The Arakan Army, the armed wing of the ULA, launched an offensive against the junta in northern Rakhine and Paletwa Township in southern Chin State on November 13 last year. It has since seized 11 of Rakhine’s 17 townships and Paletwa Township.
It is currently fighting to seize Ann, Taungup, Maungdaw and Gwa towns. Ann Township contains the military command centers for Rakhine State, reports Irrawaddy.
Junta forces have responded with air and artillery strikes, killings and arbitrary arrests across the state.
A report released on Monday by the ULA’s Humanitarian and Development Coordination Office said 735 people, including 517 males and 218 females, had been killed by the junta in the last year, while 1,569 were injured.
It said 132 of those killed were under 18.
“Although the junta has lost ground control in many townships across Arakan, the population in liberated areas remains dangerously exposed to frequent indiscriminate airstrikes and artillery shots, resulting in numerous deaths and injuries,” it said.

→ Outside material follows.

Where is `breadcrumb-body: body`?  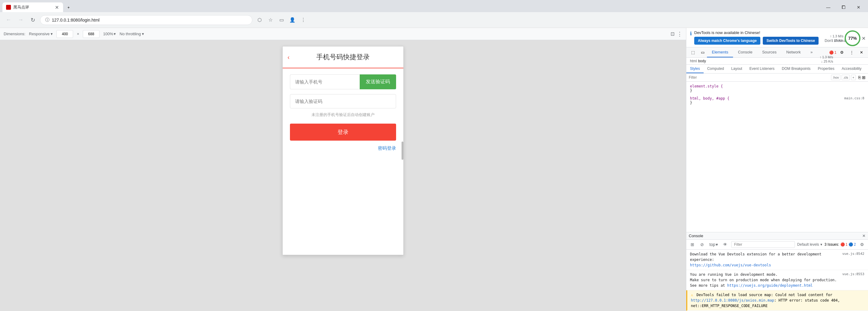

The report said 785 civilians were killed and injured by air and drone strikes, followed by 679 killed and wounded by artillery.
In May, nine Nat Taung Maw villagers in Thandwe Township, southern Rakhine State, were killed by junta shelling, although there was no fighting in the area.
Twelve civilians were killed and almost 80 injured when shelling from a naval base in Sittwe struck a bazaar in February.
Sittwe Township, under junta control, recorded the highest number of civilian deaths with 108, followed by Buthidaung Township with 104 and Maungdaw Township with 85, the report said.
Junta troops and allied groups detained 749 civilians, the ULA reported.
The report said civilians, particularly in junta-controlled areas, like Sittwe and Kyaukphyu, are under constant threat of arrest and extrajudicial executions. The junta authorities have also blocked residents from relocating to safer areas.